Milwaukee’s Public School Barricade: The bureaucracy defies a state law on selling vacant buildings

The Wall Street Journal:

Teachers’ unions and their liberal allies are desperately trying to preserve the failing public school status quo. Witness how the Milwaukee Public School (MPS) system is defying a state mandate to sell vacant property to charter and private schools.

Milwaukee’s public schools are a mess. Merely 62% of students graduate from high school in four years, and proficiency rates are 15% in math and just over 20% in English. Families are escaping to charter and private schools, which has resulted in 11,000 vacant seats and a budget shortfall that’s expected to swell $130 million within five years.

Milwaukee’s recalcitrance is denying thousands of students a better education—St. Marcus Lutheran alone has 264 students on its wait list—while draining tax dollars. Annual utility bills for vacant buildings cost $1 million, and the Wisconsin Institute for Law and Liberty calculates that the district could recover $5 million from selling its unoccupied real estate.

The legislature ought to punish Milwaukee for flouting the law by, say, snipping its share of state funding. But State Superintendent Tony Evers, the Democratic front-runner to challenge Gov. Scott Walker in November, would likely do the opposite. He wants to freeze and then phase out vouchers, which help nearly 28,000 low-income students across Milwaukee attend private schools.

If Democrats defeat Gov. Walker and take the statehouse in November, there will be nothing to stop Milwaukee or any other district from barricading students into lousy public schools.

Madison has long tolerated disastrous reading results, despite spending far more than most.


How many of the lines below hold the string "edge"? Say only the number.

——————————

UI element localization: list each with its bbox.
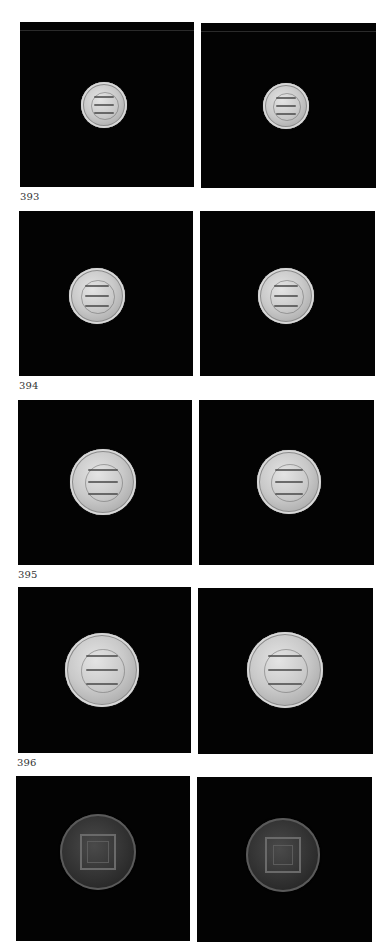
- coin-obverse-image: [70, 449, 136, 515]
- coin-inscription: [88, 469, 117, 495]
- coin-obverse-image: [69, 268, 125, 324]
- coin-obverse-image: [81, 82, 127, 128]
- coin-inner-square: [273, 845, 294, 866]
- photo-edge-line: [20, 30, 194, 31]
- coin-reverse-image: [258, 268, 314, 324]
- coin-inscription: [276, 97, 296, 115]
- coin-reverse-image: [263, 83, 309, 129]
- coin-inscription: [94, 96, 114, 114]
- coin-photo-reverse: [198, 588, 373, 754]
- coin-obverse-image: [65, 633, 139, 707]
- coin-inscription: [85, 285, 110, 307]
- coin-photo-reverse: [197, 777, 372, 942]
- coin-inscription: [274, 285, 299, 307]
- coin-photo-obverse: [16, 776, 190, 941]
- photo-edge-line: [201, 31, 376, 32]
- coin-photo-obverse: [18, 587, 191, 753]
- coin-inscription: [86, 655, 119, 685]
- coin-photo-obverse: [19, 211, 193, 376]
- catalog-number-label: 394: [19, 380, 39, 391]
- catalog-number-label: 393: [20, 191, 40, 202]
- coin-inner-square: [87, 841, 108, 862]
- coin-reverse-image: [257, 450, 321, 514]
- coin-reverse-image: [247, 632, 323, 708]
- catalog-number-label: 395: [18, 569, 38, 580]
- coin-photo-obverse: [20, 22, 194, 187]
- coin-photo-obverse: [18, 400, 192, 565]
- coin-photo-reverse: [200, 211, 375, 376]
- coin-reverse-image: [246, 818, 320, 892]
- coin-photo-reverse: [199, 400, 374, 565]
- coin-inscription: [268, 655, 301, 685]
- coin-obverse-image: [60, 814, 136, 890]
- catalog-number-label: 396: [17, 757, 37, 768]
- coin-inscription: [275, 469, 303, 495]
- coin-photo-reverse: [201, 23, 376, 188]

——————————

> _The answer_
2